Legislative Update
<p><i>This month's Update includes an early preview of the key changes in Congress resulting from the mid-term elections of 2002. The 108th Congress will convene in January 2003.</i>
</p><h3>Senate Judiciary Committee Outlook</h3>
<p>No committee will be more affected by a change in Senate leadership than this sharply
divided committee. Republicans will enjoy a 10-9 margin, with Sen. Orrin G. Hatch
(R-Utah) taking back the chairman's gavel from Sen. Patrick Leahy (D-Vt). Hatch
is a very strong supporter of the bankruptcy bill, while Leahy signaled before the
election that he was disinclined to restart the bankruptcy bill process if Congress
failed to enact a bill in 2002. The chairman of the Subcommittee on Courts will
likely be Sen. Jeff Sessions (R-Ala.), another strong supporter of the bill. New
members on the full committee might include new Senator Lindsey Graham (R-S.C.),
who served on the House Judiciary Committee. The senior member from South Carolina,
Strom Thurmond, retired after the 107th Congress. Another candidate might be new
Sens. James Talent (R-Mo.) or John Cornyn (R-Texas), the former Texas Attorney
General.
</p><h3>House Judiciary Committee Outlook</h3>
<p>The committee remains solidly Republican, with the majority party likely to improve
slightly on the 21-16 GOP margin from the 107th Congress. Rep. James
Sensenbrenner (R-Wis.) will remain as chairman of the full committee. Rep. John
Conyers (D-Mich.) is likely to remain as the ranking member.
</p><p>Four Republican members are no longer on the committee, including Rep. George W.

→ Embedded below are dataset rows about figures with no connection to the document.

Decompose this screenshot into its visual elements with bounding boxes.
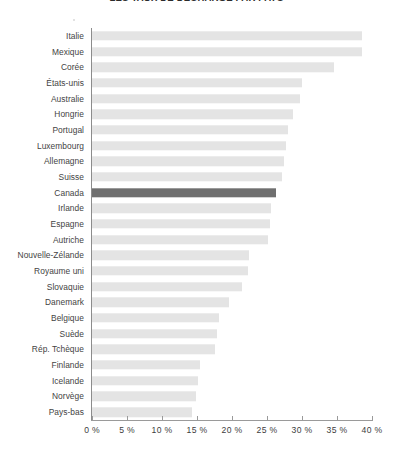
bar	[92, 31, 362, 40]
bar	[92, 360, 200, 369]
bar-row: Portugal	[0, 122, 393, 138]
bar	[92, 78, 302, 87]
bar-row: Suisse	[0, 169, 393, 185]
x-axis-tick-label: 5 %	[119, 425, 135, 435]
category-label: Royaume uni	[34, 266, 84, 276]
bar-row: Suède	[0, 326, 393, 342]
bar-row: Nouvelle-Zélande	[0, 248, 393, 264]
category-label: Luxembourg	[37, 141, 84, 151]
bar-row: Hongrie	[0, 106, 393, 122]
bar-row: Rép. Tchèque	[0, 342, 393, 358]
category-label: Corée	[61, 62, 84, 72]
bar-row: Italie	[0, 28, 393, 44]
x-axis-tick	[197, 416, 198, 421]
bar	[92, 172, 282, 181]
bar	[92, 125, 288, 134]
category-label: Pays-bas	[49, 407, 84, 417]
category-label: Portugal	[52, 125, 84, 135]
bar-row: Finlande	[0, 357, 393, 373]
bar	[92, 407, 192, 416]
bar-row: Mexique	[0, 44, 393, 60]
bar-row: États-unis	[0, 75, 393, 91]
bar	[92, 219, 270, 228]
category-label: Allemagne	[44, 156, 84, 166]
bar-row: Allemagne	[0, 153, 393, 169]
bar	[92, 329, 217, 338]
category-label: Nouvelle-Zélande	[18, 250, 84, 260]
x-axis-tick-label: 20 %	[222, 425, 243, 435]
category-label: Hongrie	[54, 109, 84, 119]
bar-row: Danemark	[0, 295, 393, 311]
bar	[92, 266, 248, 275]
category-label: Norvège	[52, 391, 84, 401]
category-label: Rép. Tchèque	[32, 344, 84, 354]
bar	[92, 251, 249, 260]
bar	[92, 345, 215, 354]
bar-row: Australie	[0, 91, 393, 107]
x-axis-tick-label: 25 %	[257, 425, 278, 435]
category-label: États-unis	[46, 78, 84, 88]
x-axis-tick	[162, 416, 163, 421]
category-label: Finlande	[51, 360, 84, 370]
category-label: Canada	[54, 188, 84, 198]
bar-row: Slovaquie	[0, 279, 393, 295]
x-axis-tick-label: 0 %	[84, 425, 100, 435]
bar	[92, 313, 219, 322]
bar-row: Espagne	[0, 216, 393, 232]
bar-row: Luxembourg	[0, 138, 393, 154]
bar	[92, 47, 362, 56]
x-axis-tick	[232, 416, 233, 421]
bar	[92, 392, 196, 401]
category-label: Italie	[66, 31, 84, 41]
x-axis-tick	[337, 416, 338, 421]
category-label: Danemark	[45, 297, 84, 307]
category-label: Irlande	[58, 203, 84, 213]
plot-area: ItalieMexiqueCoréeÉtats-unisAustralieHon…	[0, 0, 393, 451]
bar	[92, 157, 284, 166]
bar	[92, 62, 334, 71]
category-label: Belgique	[51, 313, 84, 323]
x-axis-tick	[92, 416, 93, 421]
x-axis-tick-label: 15 %	[187, 425, 208, 435]
x-axis-tick	[127, 416, 128, 421]
bar	[92, 141, 286, 150]
bar-row: Autriche	[0, 232, 393, 248]
category-label: Suède	[60, 329, 84, 339]
bar	[92, 298, 229, 307]
bar	[92, 110, 293, 119]
category-label: Autriche	[53, 235, 84, 245]
bar-row: Irlande	[0, 200, 393, 216]
x-axis-tick	[267, 416, 268, 421]
bar-chart: LES TAUX DE DÉCHARGE PAR PAYS ItalieMexi…	[0, 0, 393, 451]
bar-row: Royaume uni	[0, 263, 393, 279]
x-axis-tick-label: 40 %	[362, 425, 383, 435]
bar-highlight	[92, 188, 276, 197]
category-label: Slovaquie	[47, 282, 84, 292]
bar	[92, 94, 300, 103]
x-axis-tick-label: 35 %	[327, 425, 348, 435]
category-label: Mexique	[52, 47, 84, 57]
bar-row: Icelande	[0, 373, 393, 389]
category-label: Espagne	[51, 219, 84, 229]
x-axis-tick-label: 30 %	[292, 425, 313, 435]
x-axis-tick	[372, 416, 373, 421]
x-axis-tick	[302, 416, 303, 421]
bar-row: Norvège	[0, 389, 393, 405]
category-label: Australie	[51, 94, 84, 104]
x-axis-tick-label: 10 %	[152, 425, 173, 435]
bar	[92, 235, 268, 244]
category-label: Suisse	[59, 172, 84, 182]
bar	[92, 204, 271, 213]
bar	[92, 282, 242, 291]
bar-row: Canada	[0, 185, 393, 201]
bar	[92, 376, 198, 385]
category-label: Icelande	[52, 376, 84, 386]
bar-row: Corée	[0, 59, 393, 75]
bar-row: Belgique	[0, 310, 393, 326]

Gekas (R-Pa.), who was defeated in November, and Rep. Bob Barr (R-Ga.),
who lost in a primary. Gekas was the lead sponsor of bankruptcy reform in the House,
while Barr succeeded Gekas as chairman of the subcommittee on Commercial and
Administrative Law. Candidates to become chairman include Rep. Jeff Flake
(R-Ariz.), Spencer Bachus (R-Ala.) or Joe Scarborough (R-Fla.). There could
be as many as five new Republican members of the full committee.